It’s all about territory and who lays claim to it. Moles dig tunnels underground and live generally solitary lives. If the tunnel of one mole breaks into the tunnel of another, a fight to the death ensues. As Marc Hamer wrote in his surprising memoir, How to Catch a Mole, “Fighting is in the nature of things with territories.”
That sentence got me thinking about habitat destruction and its role in the novel coronavirus pandemic sweeping across the world. What is an animal’s habitat if not a territory? Every species, and every community within each species, needs a territory, a place to call home. Looking under “W” in ourĀ World Book Encyclopedia, I read, “Conflicts over resources are the most basic and enduring causes of war. Resources include land, minerals, energy sources, and important geographical features. The world’s first wars probably were fought over resources.” That’s about as basic as you can get. When we violate the homes of our fellow creatures, they may not consciously go into battle with us, but the environmental and health consequences can be as dire as any war. After all, humans aren’t the only inhabitants of this planet, though we sometimes act like it.
Many of the worst viruses affecting humans are transmitted from bats, birds, and other animals. Epidemiology research shows that COVID-19, the source of our current contagion, with new fatalities every day, can be traced back to bats and possibly pangolins. We encroach on their environments or capture them for market, and thereby expose ourselves to new combinations of germs to which we have no immunity.
There is a story called Who Speaks for Wolf that has stayed with me for two decades now. In the face of our COVID-19 pandemic, it comes to mind once again.

The story begins as some people outgrow their living space and seek out a new one. In Paula Underwood’s way of sharing this oral history, she wrote, “Long ago Our People grew in number so that where we were was no longer enough.” Runners “were sent out from among us to seek a new place where the People might be who-they-were.” (I have added punctuation here and there to Paula’s words. She used very little.) A site was found that had space for the longhouses and for the Three Sisters of corn, beans, and squash. After much discussion, it was decided to move the community to this site.
As work began on the new site, a man called Wolf’s Brother returned to the village. “He asked about the New Place and said at once that we must choose another” because, “You have chosen the Center Place for a great community of Wolf.” Further, he warned, “I think that you will find that it is too small a place for both and that it will require more work then- than change would presently require.” This man was well known for understanding the ways of wolves and his words were respected but overruled, because the establishment of the new village had already begun.
“The People closed their ears and would not reconsider,” Paula wrote. When all was prepared and the people moved in, the People, as Wolf’s Brother predicted, had to constantly contend with Wolf. It was a challenge to protect their children and their food. “They soon discovered that this required so much energy that there was little left for winter preparations.” After trying this and that, they came to the question of the final solution, which was to kill off the wolves.
This is an ongoing question for human beings right now. Do we need to take over every corner of Mother Earth? More species become extinct or endangered every day. Is this the kind of people we want to be? Is this the kind of world we want?
In the story, Paula put it this way. “They saw that it was possible to hunt down this Wolf People until they were no more.” Such a thought gave them pause. “They saw, too, that such a task would change the People: they would become Wolf Killers, a People who took life only to sustain their own, would become a People who took life rather than move a little. It did not seem to them that they wanted to become such a people.”
In hindsight, the People wished that Wolf’s Brother had been included in the decision-making from the beginning. They admitted, “To live here indeed requires more work now than change would have made necessary.” From that time on, they included a question in every discussion, before a decision was finalized, “Tell me now, my Brothers. Tell me now, my Sisters. Who Speaks for Wolf?”
Wisdom comes from such challenges as these, when we take an honest look at the chain of cause and effect in which we have participated and make new decisions. We can broaden our perspectives and listen to a diversity of data, putting our heads together for better solutions.

Paula Underwood preserved the tale taught to her by her father and wrote it down as one of Three Native American Learning Stories (2002, A Tribe of Two Press). Before Paula’s death in 2000, many people studied with her in the high country of New Mexico or among the redwoods of California. She was a mentor to me and reminded us, through her stories and aphorisms, to listen to all species, not just our own. She invited us to listen to trees and wind. And our own minds.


- ABOUT THIS EXERCISE:
Below is a set of records; restate each one word for word.

(Component data from apps and pages)
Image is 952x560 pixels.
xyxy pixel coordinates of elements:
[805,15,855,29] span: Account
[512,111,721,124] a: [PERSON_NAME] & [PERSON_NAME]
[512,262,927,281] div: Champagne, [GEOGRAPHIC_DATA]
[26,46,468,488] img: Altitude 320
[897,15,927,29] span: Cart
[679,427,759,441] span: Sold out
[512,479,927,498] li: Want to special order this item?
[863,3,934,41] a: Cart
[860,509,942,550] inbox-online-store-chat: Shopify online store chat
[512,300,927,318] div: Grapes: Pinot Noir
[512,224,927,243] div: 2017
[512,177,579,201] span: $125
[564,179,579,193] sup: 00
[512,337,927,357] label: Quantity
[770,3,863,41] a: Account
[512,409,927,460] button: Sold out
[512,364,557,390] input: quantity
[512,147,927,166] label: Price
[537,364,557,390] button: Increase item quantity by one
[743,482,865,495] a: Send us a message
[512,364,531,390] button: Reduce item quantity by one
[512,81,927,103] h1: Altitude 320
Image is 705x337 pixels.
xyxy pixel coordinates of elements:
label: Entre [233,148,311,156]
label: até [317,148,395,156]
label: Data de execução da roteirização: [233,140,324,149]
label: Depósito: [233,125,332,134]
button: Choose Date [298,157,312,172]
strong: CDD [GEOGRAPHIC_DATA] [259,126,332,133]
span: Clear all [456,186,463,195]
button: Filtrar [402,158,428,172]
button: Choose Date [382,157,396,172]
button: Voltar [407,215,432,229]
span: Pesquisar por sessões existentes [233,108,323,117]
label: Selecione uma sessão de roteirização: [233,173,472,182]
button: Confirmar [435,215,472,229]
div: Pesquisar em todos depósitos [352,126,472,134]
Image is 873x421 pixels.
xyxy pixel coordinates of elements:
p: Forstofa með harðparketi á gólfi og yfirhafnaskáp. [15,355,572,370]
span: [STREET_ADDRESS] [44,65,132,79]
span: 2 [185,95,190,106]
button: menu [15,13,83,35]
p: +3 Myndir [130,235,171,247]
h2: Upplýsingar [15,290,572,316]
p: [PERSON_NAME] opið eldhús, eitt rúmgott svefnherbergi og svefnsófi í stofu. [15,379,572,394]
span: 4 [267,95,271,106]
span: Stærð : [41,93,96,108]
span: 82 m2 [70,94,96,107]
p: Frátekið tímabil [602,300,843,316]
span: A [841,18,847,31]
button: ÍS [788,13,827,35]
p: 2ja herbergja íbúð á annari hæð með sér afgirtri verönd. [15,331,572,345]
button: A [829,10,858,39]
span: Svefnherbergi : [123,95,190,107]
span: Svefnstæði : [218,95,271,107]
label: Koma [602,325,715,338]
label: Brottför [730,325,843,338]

- SOLVED EXERCISE:
Image is 952x560 pixels.
xyxy pixel coordinates of elements:
[805,15,855,29] span: Account
[512,111,721,124] a: [PERSON_NAME] & [PERSON_NAME]
[512,262,927,281] div: Champagne, [GEOGRAPHIC_DATA]
[26,46,468,488] img: Altitude 320
[897,15,927,29] span: Cart
[679,427,759,441] span: Sold out
[512,479,927,498] li: Want to special order this item?
[863,3,934,41] a: Cart
[860,509,942,550] inbox-online-store-chat: Shopify online store chat
[512,300,927,318] div: Grapes: Pinot Noir
[512,224,927,243] div: 2017
[512,177,579,201] span: $125
[564,179,579,193] sup: 00
[512,337,927,357] label: Quantity
[770,3,863,41] a: Account
[512,409,927,460] button: Sold out
[512,364,557,390] input: quantity
[512,147,927,166] label: Price
[537,364,557,390] button: Increase item quantity by one
[743,482,865,495] a: Send us a message
[512,364,531,390] button: Reduce item quantity by one
[512,81,927,103] h1: Altitude 320
Image is 705x337 pixels.
xyxy pixel coordinates of elements:
label: Entre [233,148,311,156]
label: até [317,148,395,156]
label: Data de execução da roteirização: [233,140,324,149]
label: Depósito: [233,125,332,134]
button: Choose Date [298,157,312,172]
strong: CDD [GEOGRAPHIC_DATA] [259,126,332,133]
span: Clear all [456,186,463,195]
button: Filtrar [402,158,428,172]
button: Choose Date [382,157,396,172]
button: Voltar [407,215,432,229]
span: Pesquisar por sessões existentes [233,108,323,117]
label: Selecione uma sessão de roteirização: [233,173,472,182]
button: Confirmar [435,215,472,229]
div: Pesquisar em todos depósitos [352,126,472,134]
Image is 873x421 pixels.
xyxy pixel coordinates of elements:
p: Forstofa með harðparketi á gólfi og yfirhafnaskáp. [15,355,572,370]
span: [STREET_ADDRESS] [44,65,132,79]
span: 2 [185,95,190,106]
button: menu [15,13,83,35]
p: +3 Myndir [130,235,171,247]
h2: Upplýsingar [15,290,572,316]
p: [PERSON_NAME] opið eldhús, eitt rúmgott svefnherbergi og svefnsófi í stofu. [15,379,572,394]
span: 4 [267,95,271,106]
span: Stærð : [41,93,96,108]
span: 82 m2 [70,94,96,107]
p: Frátekið tímabil [602,300,843,316]
span: A [841,18,847,31]
button: ÍS [788,13,827,35]
p: 2ja herbergja íbúð á annari hæð með sér afgirtri verönd. [15,331,572,345]
button: A [829,10,858,39]
span: Svefnherbergi : [123,95,190,107]
span: Svefnstæði : [218,95,271,107]
label: Koma [602,325,715,338]
label: Brottför [730,325,843,338]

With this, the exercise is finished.